Meet us on:
Welcome to Read Print! Sign in with
or
to get started!
 
Entire Site
    Try our fun game

    Dueling book covers…may the best design win!

    Random Quote
    "Science may set limits to knowledge, but should not set limits to imagination."
     

    Subscribe to Our Newsletter

    Follow us on Twitter

    Never miss a good book again! Follow Read Print on Twitter

    Chapter 12 - Page 2

    • Rate it:
    Launch Reading Mode Next Page
    Page 2 of 8
    Previous Page
    two wheels, and furnished with a seat in front for the driver. The interior closed with a door, and was of a bigness to contain a good load of calico, or (at a pinch and if it were necessary) four or five persons. But, indeed, if human beings were meant to travel there, they had my pity! They must travel in the dark, for there was no sign of a window; and they would be shaken all the way like a phial of doctor's stuff, for the cart was not only ungainly to look at--it was besides very imperfectly balanced on the one pair of wheels, and pitched unconscionably. Altogether, if I had any glancing idea that the cart was really a carriage, I had soon dismissed it; but I was still inquisitive as to what it should contain, and where it had come from. Wheels and horses were splashed with many different colours of mud, as though they had come far and across a considerable diversity of country. The driver continually and vainly plied his whip. It seemed to follow they had made a long, perhaps an all-night, stage; and that the driver, at that early hour of a little after eight in the morning, already felt himself belated.

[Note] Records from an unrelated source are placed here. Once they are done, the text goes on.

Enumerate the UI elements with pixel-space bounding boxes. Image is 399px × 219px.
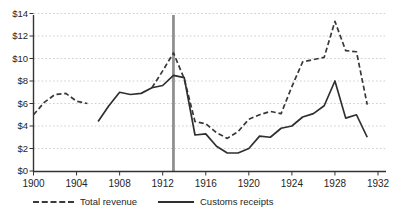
svg-text:$10: $10 [12,53,28,64]
svg-text:1908: 1908 [109,178,132,189]
solid-line-sample [158,201,194,203]
svg-text:1912: 1912 [152,178,175,189]
svg-text:1932: 1932 [367,178,390,189]
svg-text:1924: 1924 [281,178,304,189]
legend-label-customs-receipts: Customs receipts [200,194,273,210]
svg-text:1904: 1904 [65,178,88,189]
legend-item-total-revenue: Total revenue [33,194,137,210]
svg-text:$12: $12 [12,30,28,41]
svg-text:$6: $6 [17,98,28,109]
svg-text:$14: $14 [12,8,28,19]
legend-item-customs-receipts: Customs receipts [158,194,273,210]
legend: Total revenue Customs receipts [0,194,399,214]
svg-text:$8: $8 [17,75,28,86]
svg-text:$2: $2 [17,143,28,154]
svg-text:1900: 1900 [22,178,45,189]
svg-text:1916: 1916 [195,178,218,189]
svg-text:1920: 1920 [238,178,261,189]
plot-area: $0$2$4$6$8$10$12$14190019041908191219161… [0,0,399,219]
svg-text:1928: 1928 [324,178,347,189]
svg-text:$4: $4 [17,120,28,131]
dashed-line-sample [33,201,74,203]
svg-text:$0: $0 [17,165,28,176]
revenue-customs-chart: $0$2$4$6$8$10$12$14190019041908191219161… [0,0,399,219]
legend-label-total-revenue: Total revenue [80,194,137,210]
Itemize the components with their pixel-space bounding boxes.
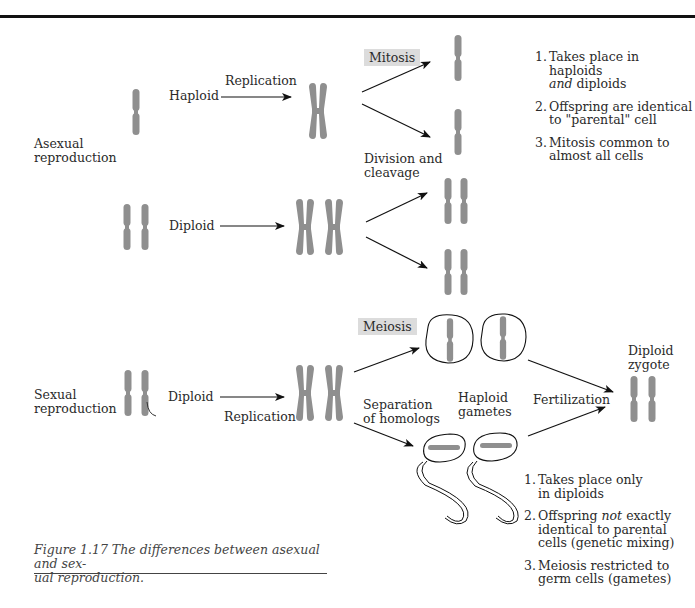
zygote-label-line2: zygote bbox=[628, 358, 674, 372]
mitosis-note-1: 1. Takes place in haploids and diploids bbox=[535, 50, 695, 91]
haploid-chromosome-icon bbox=[133, 89, 140, 135]
meiosis-tag: Meiosis bbox=[358, 318, 417, 335]
meiosis-arrow-up bbox=[354, 348, 419, 372]
meiosis-note-2: 2. Offspring not exactly identical to pa… bbox=[524, 509, 695, 550]
meiosis-notes-list: 1. Takes place only in diploids 2. Offsp… bbox=[524, 473, 695, 595]
mitosis-arrow-up bbox=[362, 62, 430, 92]
division-cleavage-label: Division and cleavage bbox=[364, 152, 443, 180]
asexual-label-line1: Asexual bbox=[34, 137, 117, 151]
replicated-diploid-chromosomes-icon bbox=[296, 199, 343, 255]
fertilization-label: Fertilization bbox=[533, 393, 610, 407]
gametes-label-line1: Haploid bbox=[458, 391, 512, 405]
asexual-label-line2: reproduction bbox=[34, 151, 117, 165]
diploid-label: Diploid bbox=[169, 219, 215, 233]
caption-line1: Figure 1.17 The differences between asex… bbox=[34, 543, 329, 571]
mitosis-notes-list: 1. Takes place in haploids and diploids … bbox=[535, 50, 695, 172]
diploid-zygote-label: Diploid zygote bbox=[628, 344, 674, 372]
replication-label: Replication bbox=[225, 74, 297, 88]
fertilization-arrow bbox=[528, 360, 613, 392]
meiosis-note-3: 3. Meiosis restricted to germ cells (gam… bbox=[524, 559, 695, 586]
division-label-line2: cleavage bbox=[364, 166, 443, 180]
diploid-chromosomes-icon bbox=[124, 204, 149, 250]
division-label-line1: Division and bbox=[364, 152, 443, 166]
replication-label: Replication bbox=[224, 410, 296, 424]
haploid-gametes-label: Haploid gametes bbox=[458, 391, 512, 419]
sexual-label-line1: Sexual bbox=[34, 388, 117, 402]
gametes-label-line2: gametes bbox=[458, 405, 512, 419]
mitosis-arrow-up bbox=[366, 193, 427, 222]
mitosis-arrow-down bbox=[362, 104, 430, 137]
caption-rule bbox=[34, 573, 327, 574]
egg-cell-icon bbox=[426, 315, 473, 363]
meiosis-note-1: 1. Takes place only in diploids bbox=[524, 473, 695, 500]
mitosis-tag: Mitosis bbox=[364, 49, 420, 66]
diploid-chromosomes-icon bbox=[125, 370, 157, 416]
replicated-haploid-chromosome-icon bbox=[309, 83, 327, 139]
mitosis-arrow-down bbox=[366, 237, 427, 268]
replicated-diploid-chromosomes-icon bbox=[296, 365, 343, 421]
fertilization-arrow bbox=[528, 407, 605, 436]
separation-of-homologs-label: Separation of homologs bbox=[363, 398, 440, 426]
haploid-label: Haploid bbox=[169, 89, 219, 103]
mitosis-note-3: 3. Mitosis common to almost all cells bbox=[535, 136, 695, 163]
zygote-label-line1: Diploid bbox=[628, 344, 674, 358]
daughter-chromosome-icon bbox=[455, 109, 462, 155]
sexual-reproduction-label: Sexual reproduction bbox=[34, 388, 117, 416]
daughter-chromosome-icon bbox=[455, 35, 462, 81]
asexual-reproduction-label: Asexual reproduction bbox=[34, 137, 117, 165]
daughter-diploid-icon bbox=[445, 178, 468, 224]
figure-caption: Figure 1.17 The differences between asex… bbox=[34, 543, 329, 585]
daughter-diploid-icon bbox=[445, 249, 468, 295]
separation-label-line1: Separation bbox=[363, 398, 440, 412]
diploid-label: Diploid bbox=[168, 390, 214, 404]
sperm-cell-icon bbox=[417, 434, 468, 524]
separation-label-line2: of homologs bbox=[363, 412, 440, 426]
diploid-zygote-icon bbox=[631, 376, 656, 422]
mitosis-note-2: 2. Offspring are identical to "parental"… bbox=[535, 100, 695, 127]
egg-cell-icon bbox=[481, 314, 526, 361]
sexual-label-line2: reproduction bbox=[34, 402, 117, 416]
sperm-cell-icon bbox=[467, 433, 518, 524]
meiosis-arrow-down bbox=[354, 423, 413, 446]
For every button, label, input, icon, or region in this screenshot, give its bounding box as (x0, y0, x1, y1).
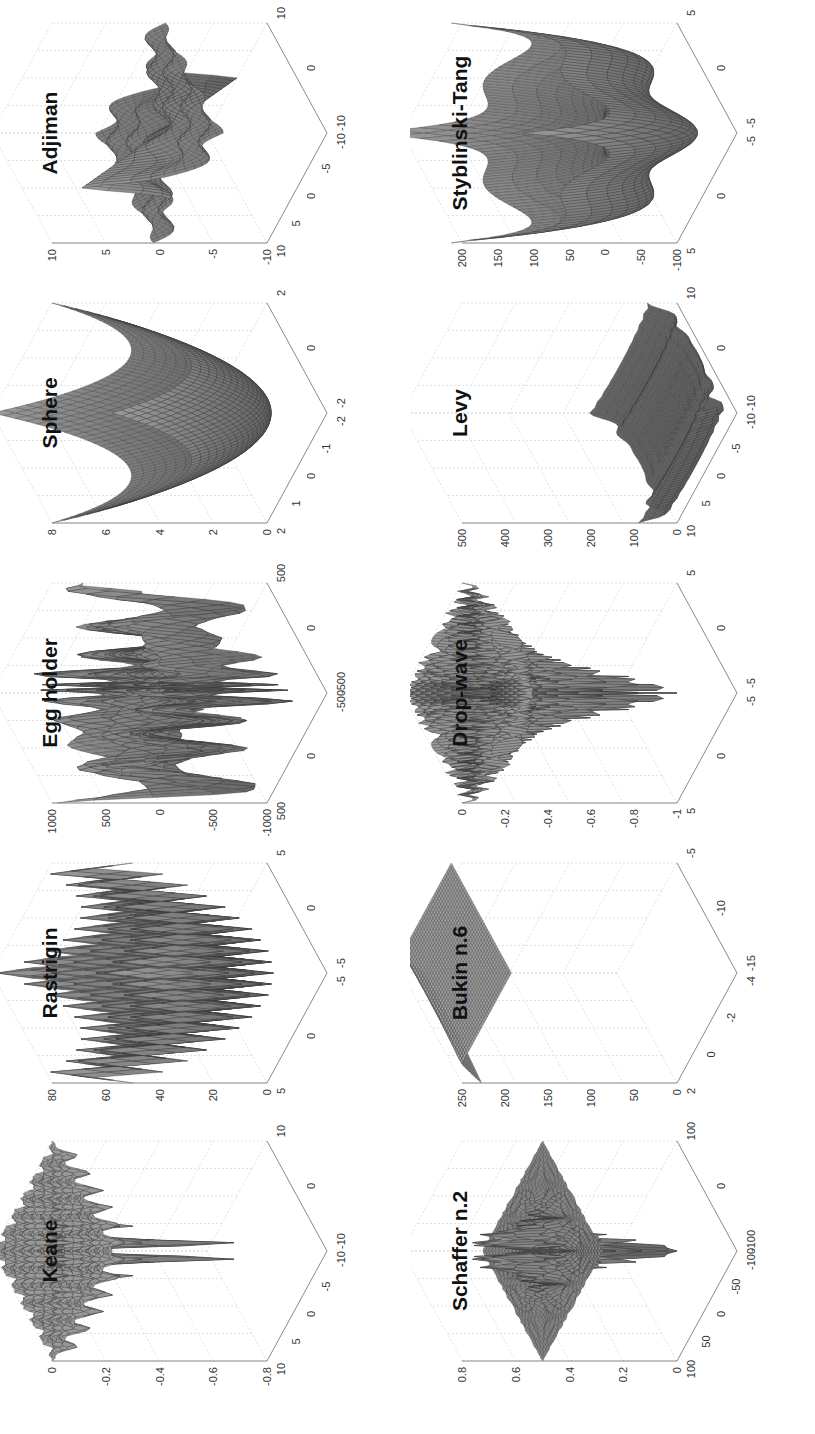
tick-label: 100 (585, 1089, 597, 1107)
tick-label: 150 (492, 249, 504, 267)
tick-label: -500 (207, 809, 219, 831)
tick-label: 0 (154, 249, 166, 255)
plot-drop-wave: 50-5-5050-0.2-0.4-0.6-0.8-1 Drop-wave (410, 550, 810, 836)
tick-label: 0 (305, 193, 317, 199)
tick-label: 0 (261, 529, 273, 535)
tick-label: -2 (335, 416, 347, 426)
tick-label: 10 (275, 7, 287, 19)
tick-label: 0 (715, 193, 727, 199)
tick-label: -2 (725, 1013, 737, 1023)
tick-label: -100 (745, 1230, 757, 1252)
plot-title: Egg holder (38, 550, 62, 836)
tick-label: 100 (528, 249, 540, 267)
plot-title: Bukin n.6 (448, 830, 472, 1116)
plot-title: Drop-wave (448, 550, 472, 836)
tick-label: -5 (745, 118, 757, 128)
tick-label: 4 (154, 529, 166, 535)
tick-label: 10 (275, 1125, 287, 1137)
tick-label: 200 (585, 529, 597, 547)
tick-label: 400 (499, 529, 511, 547)
tick-label: 10 (685, 525, 697, 537)
tick-label: 0.6 (510, 1367, 522, 1382)
tick-label: 0 (305, 345, 317, 351)
plot-title: Schaffer n.2 (448, 1108, 472, 1394)
tick-label: -0.4 (154, 1367, 166, 1386)
tick-label: 6 (100, 529, 112, 535)
tick-label: 500 (275, 802, 287, 820)
tick-label: 10 (685, 287, 697, 299)
tick-label: 0 (715, 345, 727, 351)
plot-levy: 1050-5-10-100105004003002001000 Levy (410, 270, 810, 556)
tick-label: -10 (335, 133, 347, 149)
tick-label: -10 (745, 413, 757, 429)
tick-label: -5 (320, 164, 332, 174)
tick-label: 50 (628, 1089, 640, 1101)
tick-label: -5 (745, 136, 757, 146)
tick-label: 10 (275, 1363, 287, 1375)
tick-label: -5 (320, 1282, 332, 1292)
tick-label: 0 (154, 809, 166, 815)
tick-label: 500 (100, 809, 112, 827)
tick-label: 0 (305, 1311, 317, 1317)
tick-label: -10 (745, 395, 757, 411)
plot-title: Styblinski-Tang (448, 0, 472, 276)
tick-label: 5 (685, 570, 697, 576)
tick-label: 0 (671, 1089, 683, 1095)
tick-label: 0 (715, 1183, 727, 1189)
tick-label: 0.2 (617, 1367, 629, 1382)
tick-label: 5 (290, 1338, 302, 1344)
plot-adjiman: 1050-5-10-100101050-5-10 Adjiman (0, 0, 400, 276)
tick-label: -50 (730, 1279, 742, 1295)
tick-label: -0.6 (585, 809, 597, 828)
tick-label: 20 (207, 1089, 219, 1101)
plot-sphere: 210-1-2-20286420 Sphere (0, 270, 400, 556)
plot-title: Rastrigin (38, 830, 62, 1116)
tick-label: -500 (335, 672, 347, 694)
tick-label: 5 (700, 500, 712, 506)
tick-label: -5 (335, 958, 347, 968)
tick-label: -10 (335, 1233, 347, 1249)
tick-label: -5 (745, 696, 757, 706)
tick-label: -1 (320, 444, 332, 454)
tick-label: 0 (261, 1089, 273, 1095)
plot-keane: 1050-5-10-100100-0.2-0.4-0.6-0.8 Keane (0, 1108, 400, 1394)
tick-label: -0.8 (628, 809, 640, 828)
tick-label: 0 (305, 625, 317, 631)
tick-label: -50 (635, 249, 647, 265)
tick-label: 0 (305, 473, 317, 479)
tick-label: -10 (715, 900, 727, 916)
tick-label: -0.6 (207, 1367, 219, 1386)
tick-label: -4 (745, 976, 757, 986)
tick-label: 5 (290, 220, 302, 226)
tick-label: -5 (685, 848, 697, 858)
tick-label: -10 (335, 1251, 347, 1267)
plot-egg-holder: 5000-500-500050010005000-500-1000 Egg ho… (0, 550, 400, 836)
tick-label: 50 (700, 1335, 712, 1347)
plot-styblinski-tang: 50-5-505200150100500-50-100 Styblinski-T… (410, 0, 810, 276)
tick-label: 0 (715, 753, 727, 759)
tick-label: 0 (671, 1367, 683, 1373)
tick-label: 2 (275, 528, 287, 534)
tick-label: 0 (599, 249, 611, 255)
tick-label: 2 (685, 1088, 697, 1094)
tick-label: 2 (207, 529, 219, 535)
tick-label: 0 (305, 905, 317, 911)
tick-label: 0 (715, 473, 727, 479)
tick-label: 300 (542, 529, 554, 547)
tick-label: 0 (671, 529, 683, 535)
tick-label: 0 (715, 625, 727, 631)
tick-label: 10 (275, 245, 287, 257)
plot-schaffer-n2: 100500-50-100-10001000.80.60.40.20 Schaf… (410, 1108, 810, 1394)
plot-title: Sphere (38, 270, 62, 556)
plot-title: Levy (448, 270, 472, 556)
tick-label: 0 (715, 1311, 727, 1317)
tick-label: -0.2 (100, 1367, 112, 1386)
plot-rastrigin: 50-5-505806040200 Rastrigin (0, 830, 400, 1116)
tick-label: 5 (685, 10, 697, 16)
tick-label: 0 (715, 65, 727, 71)
tick-label: 1 (290, 500, 302, 506)
tick-label: -15 (745, 955, 757, 971)
tick-label: 50 (564, 249, 576, 261)
tick-label: 0.4 (564, 1367, 576, 1382)
tick-label: -5 (730, 444, 742, 454)
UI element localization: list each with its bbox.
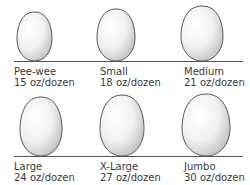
egg-weight-label: 15 oz/dozen bbox=[14, 77, 75, 88]
egg-size-label: Small bbox=[100, 66, 128, 77]
egg-weight-label: 30 oz/dozen bbox=[184, 172, 245, 183]
egg-icon bbox=[97, 9, 135, 61]
egg-icon bbox=[100, 95, 144, 156]
egg-icon bbox=[182, 94, 230, 156]
egg-weight-label: 27 oz/dozen bbox=[100, 172, 161, 183]
egg-icon bbox=[20, 97, 62, 156]
egg-size-label: Pee-wee bbox=[14, 66, 56, 77]
egg-icon bbox=[181, 6, 223, 61]
egg-size-label: Large bbox=[14, 161, 42, 172]
egg-weight-label: 21 oz/dozen bbox=[184, 77, 245, 88]
egg-weight-label: 18 oz/dozen bbox=[100, 77, 161, 88]
egg-size-label: X-Large bbox=[100, 161, 138, 172]
egg-size-label: Jumbo bbox=[184, 161, 216, 172]
egg-weight-label: 24 oz/dozen bbox=[14, 172, 75, 183]
egg-size-label: Medium bbox=[184, 66, 224, 77]
egg-size-diagram bbox=[0, 0, 250, 185]
egg-icon bbox=[17, 12, 52, 61]
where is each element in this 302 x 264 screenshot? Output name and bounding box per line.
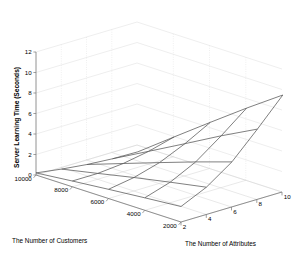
attributes-tick-label: 6 (233, 208, 237, 215)
z-tick-label: 4 (28, 130, 32, 137)
grid-floor (36, 145, 282, 222)
figure-container: 12 10 8 6 4 2 0 10000 8000 6000 4000 200… (0, 0, 302, 264)
z-tick-label: 6 (28, 110, 32, 117)
customers-axis-title: The Number of Customers (12, 237, 87, 244)
z-axis-title: Server Learning Time (Seconds) (13, 67, 21, 168)
grid-right-wall (137, 22, 282, 192)
z-tick-label: 8 (28, 89, 32, 96)
z-axis-tick-labels: 12 10 8 6 4 2 0 (25, 48, 32, 178)
customers-tick-label: 4000 (127, 210, 141, 217)
customers-tick-label: 8000 (54, 186, 68, 193)
z-tick-label: 10 (25, 69, 32, 76)
attributes-tick-label: 4 (208, 215, 212, 222)
customers-tick-label: 6000 (91, 198, 105, 205)
grid-left-wall (36, 22, 137, 175)
attributes-tick-label: 8 (259, 200, 263, 207)
customers-axis-tick-labels: 10000 8000 6000 4000 2000 (15, 175, 178, 229)
attributes-tick-label: 2 (183, 223, 187, 230)
attributes-axis-tick-labels: 2 4 6 8 10 (183, 193, 291, 230)
attributes-axis-ticks (181, 192, 282, 225)
mesh-surface (36, 95, 283, 207)
z-tick-label: 2 (28, 151, 32, 158)
surface-plot: 12 10 8 6 4 2 0 10000 8000 6000 4000 200… (0, 0, 302, 264)
attributes-tick-label: 10 (284, 193, 291, 200)
attributes-axis-title: The Number of Attributes (185, 240, 256, 247)
customers-tick-label: 2000 (163, 222, 177, 229)
z-tick-label: 12 (25, 48, 32, 55)
customers-tick-label: 10000 (15, 175, 33, 182)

I looked for the name of the proprietor on the shaft, and started outright. Fortune had favoured the careless: it was Burchell Fenn!

    'A wet morning, my man,' said I.

    The driver, a loutish fellow, shock-headed and turnip-faced, returned not a word to my salutation, but savagely flogged his horses. The tired animals, who could scarce put the one foot before the other, paid no attention to his cruelty; and I continued without effort to maintain my position alongside, smiling to myself at the futility of his attempts, and at the same time pricked with curiosity as to why he made them. I made no such formidable a figure as that a man should flee when I accosted him; and my conscience not being entirely clear, I was more accustomed to be uneasy myself than to see others timid. Presently he desisted, and put back his whip in the holster with the air of a man vanquished.

    'So you would run away from me?' said I. 'Come, come, that's not English.'

    'Beg pardon, master: no offence meant,' he said, touching his hat.

    'And none taken!' cried I. 'All I desire is a little gaiety by the way.'

    I understood him to say he didn't 'take with gaiety.'

    'Then I will try you with something else,' said I. 'Oh, I can be all things to all men, like the apostle! I dare to say I have travelled with heavier fellows than you in my time, and done famously well with them. Are you going home?'

    'Yes, I'm a goin' home, I am,' he said.


    'A very fortunate circumstance for me!' said I. 'At this rate we shall see a good deal of each other, going the same way; and, now I come to think of it, why should you not give me a cast? There is room beside you on the bench.'

    With a sudden snatch, he carried the cart two yards into the roadway. The horses plunged and came to a stop. 'No,
    Next Page
    Page 2 of 8
    Previous Page
    If you're writing a Robert Louis Stevenson essay and need some advice, post your Robert Louis Stevenson essay question on our Facebook page where fellow bookworms are always glad to help!

    Top 5 Authors

    Top 5 Books

    Book Status
    Finished
    Want to read
    Abandoned

    Are you sure you want to leave this group?